[Records from a collection]
◇ ◇ ◇ ◇

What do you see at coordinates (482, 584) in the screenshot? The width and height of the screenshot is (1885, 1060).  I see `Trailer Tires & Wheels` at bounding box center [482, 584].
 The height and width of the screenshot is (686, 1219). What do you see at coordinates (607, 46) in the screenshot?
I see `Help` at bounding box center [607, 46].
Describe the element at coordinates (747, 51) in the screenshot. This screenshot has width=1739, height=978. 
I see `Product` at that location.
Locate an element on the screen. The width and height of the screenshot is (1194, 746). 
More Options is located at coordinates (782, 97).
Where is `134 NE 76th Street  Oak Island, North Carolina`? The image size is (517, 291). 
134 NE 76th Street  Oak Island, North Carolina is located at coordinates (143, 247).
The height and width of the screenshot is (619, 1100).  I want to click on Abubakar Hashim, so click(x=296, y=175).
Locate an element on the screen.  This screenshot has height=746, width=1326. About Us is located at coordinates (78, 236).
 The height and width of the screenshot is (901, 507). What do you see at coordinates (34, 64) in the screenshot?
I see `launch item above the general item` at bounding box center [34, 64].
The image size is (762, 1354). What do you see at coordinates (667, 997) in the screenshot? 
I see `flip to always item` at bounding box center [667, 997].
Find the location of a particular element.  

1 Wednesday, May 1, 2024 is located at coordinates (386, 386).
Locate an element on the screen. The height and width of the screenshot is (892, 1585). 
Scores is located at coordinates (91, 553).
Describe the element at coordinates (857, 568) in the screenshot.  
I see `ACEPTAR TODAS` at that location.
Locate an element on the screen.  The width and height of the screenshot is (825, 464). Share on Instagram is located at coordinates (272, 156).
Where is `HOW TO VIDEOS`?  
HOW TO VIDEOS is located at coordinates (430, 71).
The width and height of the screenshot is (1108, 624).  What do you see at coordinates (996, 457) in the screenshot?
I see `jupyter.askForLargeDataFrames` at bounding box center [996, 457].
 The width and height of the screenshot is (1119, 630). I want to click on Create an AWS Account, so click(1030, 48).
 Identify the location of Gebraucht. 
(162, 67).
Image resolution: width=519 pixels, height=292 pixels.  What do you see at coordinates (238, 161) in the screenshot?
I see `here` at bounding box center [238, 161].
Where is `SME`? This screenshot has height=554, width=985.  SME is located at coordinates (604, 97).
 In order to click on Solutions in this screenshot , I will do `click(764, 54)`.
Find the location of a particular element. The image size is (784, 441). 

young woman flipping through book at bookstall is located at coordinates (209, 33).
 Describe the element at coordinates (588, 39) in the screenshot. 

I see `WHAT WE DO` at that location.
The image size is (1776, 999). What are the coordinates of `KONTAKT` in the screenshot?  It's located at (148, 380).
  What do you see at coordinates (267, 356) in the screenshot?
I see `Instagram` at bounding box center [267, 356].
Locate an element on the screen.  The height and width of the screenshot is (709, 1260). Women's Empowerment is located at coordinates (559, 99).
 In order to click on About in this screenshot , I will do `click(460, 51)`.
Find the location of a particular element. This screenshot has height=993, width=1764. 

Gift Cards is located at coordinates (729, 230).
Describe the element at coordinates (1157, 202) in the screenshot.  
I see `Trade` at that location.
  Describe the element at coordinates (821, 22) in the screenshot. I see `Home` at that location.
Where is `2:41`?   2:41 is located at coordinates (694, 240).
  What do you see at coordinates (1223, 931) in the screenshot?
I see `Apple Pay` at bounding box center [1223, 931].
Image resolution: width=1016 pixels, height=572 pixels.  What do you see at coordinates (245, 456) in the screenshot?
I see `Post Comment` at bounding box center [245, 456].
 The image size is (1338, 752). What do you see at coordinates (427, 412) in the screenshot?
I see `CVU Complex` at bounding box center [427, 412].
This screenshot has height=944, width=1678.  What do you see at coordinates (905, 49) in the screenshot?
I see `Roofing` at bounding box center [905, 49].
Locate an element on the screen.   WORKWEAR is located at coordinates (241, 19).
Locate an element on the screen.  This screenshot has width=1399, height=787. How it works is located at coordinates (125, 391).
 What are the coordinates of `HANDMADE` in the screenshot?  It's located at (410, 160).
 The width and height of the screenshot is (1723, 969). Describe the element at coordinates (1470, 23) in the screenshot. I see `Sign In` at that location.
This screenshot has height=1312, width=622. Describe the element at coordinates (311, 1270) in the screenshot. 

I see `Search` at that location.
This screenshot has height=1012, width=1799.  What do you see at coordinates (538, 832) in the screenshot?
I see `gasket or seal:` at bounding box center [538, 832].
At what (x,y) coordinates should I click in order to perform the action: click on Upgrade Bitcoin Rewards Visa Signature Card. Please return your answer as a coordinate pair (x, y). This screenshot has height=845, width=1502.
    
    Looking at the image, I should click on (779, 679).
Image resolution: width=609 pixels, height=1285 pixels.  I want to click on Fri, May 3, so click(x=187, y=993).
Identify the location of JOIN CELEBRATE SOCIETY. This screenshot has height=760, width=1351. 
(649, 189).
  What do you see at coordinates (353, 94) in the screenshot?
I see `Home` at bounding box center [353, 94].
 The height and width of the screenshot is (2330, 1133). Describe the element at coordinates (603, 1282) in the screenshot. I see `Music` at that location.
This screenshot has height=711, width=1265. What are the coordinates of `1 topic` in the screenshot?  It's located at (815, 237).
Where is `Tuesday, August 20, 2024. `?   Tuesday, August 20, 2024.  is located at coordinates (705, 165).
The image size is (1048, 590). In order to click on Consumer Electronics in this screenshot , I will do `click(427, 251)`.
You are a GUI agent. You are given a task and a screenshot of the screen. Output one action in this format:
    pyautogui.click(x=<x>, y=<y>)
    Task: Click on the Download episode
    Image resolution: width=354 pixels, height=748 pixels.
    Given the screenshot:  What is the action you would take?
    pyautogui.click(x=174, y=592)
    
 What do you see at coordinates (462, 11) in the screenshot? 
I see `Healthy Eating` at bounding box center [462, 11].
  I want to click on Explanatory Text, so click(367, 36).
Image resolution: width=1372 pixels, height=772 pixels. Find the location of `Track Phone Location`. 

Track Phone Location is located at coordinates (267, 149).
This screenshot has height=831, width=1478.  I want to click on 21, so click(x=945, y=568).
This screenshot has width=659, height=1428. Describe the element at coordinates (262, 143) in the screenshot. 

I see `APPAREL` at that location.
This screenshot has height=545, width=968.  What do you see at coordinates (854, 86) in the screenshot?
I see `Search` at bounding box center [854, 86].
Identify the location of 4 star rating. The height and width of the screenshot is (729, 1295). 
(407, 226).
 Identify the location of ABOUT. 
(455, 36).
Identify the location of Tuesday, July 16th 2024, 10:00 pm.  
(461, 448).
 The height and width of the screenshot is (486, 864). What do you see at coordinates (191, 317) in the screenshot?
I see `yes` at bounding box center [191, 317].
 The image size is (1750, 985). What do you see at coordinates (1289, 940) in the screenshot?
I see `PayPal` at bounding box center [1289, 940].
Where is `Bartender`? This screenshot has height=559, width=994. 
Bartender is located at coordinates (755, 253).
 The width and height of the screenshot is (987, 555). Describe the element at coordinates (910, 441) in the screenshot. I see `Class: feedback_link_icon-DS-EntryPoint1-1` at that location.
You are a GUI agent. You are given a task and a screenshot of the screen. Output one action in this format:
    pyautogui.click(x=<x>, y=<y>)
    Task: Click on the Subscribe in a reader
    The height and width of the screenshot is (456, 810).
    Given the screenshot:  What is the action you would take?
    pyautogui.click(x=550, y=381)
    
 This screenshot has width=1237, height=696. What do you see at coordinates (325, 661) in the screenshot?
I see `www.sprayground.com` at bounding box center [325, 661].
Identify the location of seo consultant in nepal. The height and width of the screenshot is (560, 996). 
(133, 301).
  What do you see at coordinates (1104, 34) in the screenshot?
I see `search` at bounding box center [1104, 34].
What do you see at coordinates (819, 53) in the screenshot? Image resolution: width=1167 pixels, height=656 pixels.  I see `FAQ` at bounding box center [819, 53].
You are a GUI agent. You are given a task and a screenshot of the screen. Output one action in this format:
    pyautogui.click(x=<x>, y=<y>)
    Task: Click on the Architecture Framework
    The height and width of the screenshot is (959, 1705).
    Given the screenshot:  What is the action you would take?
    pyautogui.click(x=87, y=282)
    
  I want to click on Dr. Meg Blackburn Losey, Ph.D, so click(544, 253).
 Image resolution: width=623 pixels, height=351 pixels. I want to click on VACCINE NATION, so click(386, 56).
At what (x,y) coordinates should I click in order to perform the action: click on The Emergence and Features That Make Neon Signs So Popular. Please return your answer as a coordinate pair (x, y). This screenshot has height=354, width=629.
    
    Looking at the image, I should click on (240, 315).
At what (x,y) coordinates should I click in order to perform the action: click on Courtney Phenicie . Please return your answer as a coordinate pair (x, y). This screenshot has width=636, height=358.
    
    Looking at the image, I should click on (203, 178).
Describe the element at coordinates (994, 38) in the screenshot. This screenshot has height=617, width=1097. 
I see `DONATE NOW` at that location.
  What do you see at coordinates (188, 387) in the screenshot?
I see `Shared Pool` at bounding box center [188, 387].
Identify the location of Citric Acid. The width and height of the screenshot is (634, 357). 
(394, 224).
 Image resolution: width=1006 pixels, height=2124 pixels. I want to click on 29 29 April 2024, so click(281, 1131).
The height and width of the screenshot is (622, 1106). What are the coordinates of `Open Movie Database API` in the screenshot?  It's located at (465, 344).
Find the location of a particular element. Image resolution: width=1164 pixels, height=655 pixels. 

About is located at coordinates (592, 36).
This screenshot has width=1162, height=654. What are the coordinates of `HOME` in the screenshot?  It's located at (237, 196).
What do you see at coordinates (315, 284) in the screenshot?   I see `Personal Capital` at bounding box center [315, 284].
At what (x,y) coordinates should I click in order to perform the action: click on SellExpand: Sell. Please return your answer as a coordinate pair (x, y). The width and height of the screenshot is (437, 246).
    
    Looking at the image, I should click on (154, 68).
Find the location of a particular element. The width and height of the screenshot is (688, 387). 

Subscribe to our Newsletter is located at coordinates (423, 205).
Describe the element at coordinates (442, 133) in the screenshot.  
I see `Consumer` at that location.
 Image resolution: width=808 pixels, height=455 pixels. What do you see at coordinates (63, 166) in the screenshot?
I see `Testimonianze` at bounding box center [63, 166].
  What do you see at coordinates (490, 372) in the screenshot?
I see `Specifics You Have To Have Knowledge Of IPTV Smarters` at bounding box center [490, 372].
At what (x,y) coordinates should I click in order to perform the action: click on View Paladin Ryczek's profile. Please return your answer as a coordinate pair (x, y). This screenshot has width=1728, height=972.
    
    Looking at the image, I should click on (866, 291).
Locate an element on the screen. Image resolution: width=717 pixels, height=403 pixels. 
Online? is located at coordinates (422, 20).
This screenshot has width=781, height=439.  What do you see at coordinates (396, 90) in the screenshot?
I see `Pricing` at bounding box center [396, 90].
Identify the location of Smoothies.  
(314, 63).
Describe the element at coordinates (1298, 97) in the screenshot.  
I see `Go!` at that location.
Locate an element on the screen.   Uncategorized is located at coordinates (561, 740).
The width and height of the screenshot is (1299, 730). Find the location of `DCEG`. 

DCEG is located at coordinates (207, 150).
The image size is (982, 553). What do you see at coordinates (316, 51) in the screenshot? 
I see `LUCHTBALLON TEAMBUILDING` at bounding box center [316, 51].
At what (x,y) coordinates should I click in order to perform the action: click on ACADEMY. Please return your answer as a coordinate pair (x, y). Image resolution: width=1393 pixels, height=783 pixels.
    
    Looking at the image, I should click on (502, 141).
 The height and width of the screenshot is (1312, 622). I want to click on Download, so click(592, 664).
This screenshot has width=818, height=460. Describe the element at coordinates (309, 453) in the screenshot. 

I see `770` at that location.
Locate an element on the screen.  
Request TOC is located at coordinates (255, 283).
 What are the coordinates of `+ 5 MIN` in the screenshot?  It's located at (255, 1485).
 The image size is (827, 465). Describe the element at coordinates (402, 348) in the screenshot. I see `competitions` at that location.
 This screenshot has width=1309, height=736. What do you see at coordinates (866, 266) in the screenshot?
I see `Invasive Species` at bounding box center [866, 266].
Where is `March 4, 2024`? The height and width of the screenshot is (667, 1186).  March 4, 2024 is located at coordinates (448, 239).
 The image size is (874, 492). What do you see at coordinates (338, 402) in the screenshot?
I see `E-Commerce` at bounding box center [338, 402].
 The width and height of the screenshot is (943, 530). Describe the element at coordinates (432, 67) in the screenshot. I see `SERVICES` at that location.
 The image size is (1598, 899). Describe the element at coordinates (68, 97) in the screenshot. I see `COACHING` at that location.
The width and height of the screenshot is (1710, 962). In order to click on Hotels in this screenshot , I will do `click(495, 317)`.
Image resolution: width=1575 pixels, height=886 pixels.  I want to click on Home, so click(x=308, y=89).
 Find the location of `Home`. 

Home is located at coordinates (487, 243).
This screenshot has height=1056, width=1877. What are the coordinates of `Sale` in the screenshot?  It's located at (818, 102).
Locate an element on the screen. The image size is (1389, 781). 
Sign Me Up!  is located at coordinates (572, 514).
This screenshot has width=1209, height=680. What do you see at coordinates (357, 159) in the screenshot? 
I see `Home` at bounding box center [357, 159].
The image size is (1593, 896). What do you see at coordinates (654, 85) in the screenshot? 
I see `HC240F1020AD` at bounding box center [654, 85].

◇ ◇ ◇ ◇

> [EXERCISE] Out of the entries above, write out only the lines between the line holding "This screenshot has width=659, height=1428." and the line holding "Task: Click on the Subscribe in a reader", inclusive, each exactly as given.

> [WRITTEN ANSWER]
This screenshot has width=659, height=1428. Describe the element at coordinates (262, 143) in the screenshot. 

I see `APPAREL` at that location.
This screenshot has height=545, width=968.  What do you see at coordinates (854, 86) in the screenshot?
I see `Search` at bounding box center [854, 86].
Identify the location of 4 star rating. The height and width of the screenshot is (729, 1295). 
(407, 226).
 Identify the location of ABOUT. 
(455, 36).
Identify the location of Tuesday, July 16th 2024, 10:00 pm.  
(461, 448).
 The height and width of the screenshot is (486, 864). What do you see at coordinates (191, 317) in the screenshot?
I see `yes` at bounding box center [191, 317].
 The image size is (1750, 985). What do you see at coordinates (1289, 940) in the screenshot?
I see `PayPal` at bounding box center [1289, 940].
Where is `Bartender`? This screenshot has height=559, width=994. 
Bartender is located at coordinates (755, 253).
 The width and height of the screenshot is (987, 555). Describe the element at coordinates (910, 441) in the screenshot. I see `Class: feedback_link_icon-DS-EntryPoint1-1` at that location.
You are a GUI agent. You are given a task and a screenshot of the screen. Output one action in this format:
    pyautogui.click(x=<x>, y=<y>)
    Task: Click on the Subscribe in a reader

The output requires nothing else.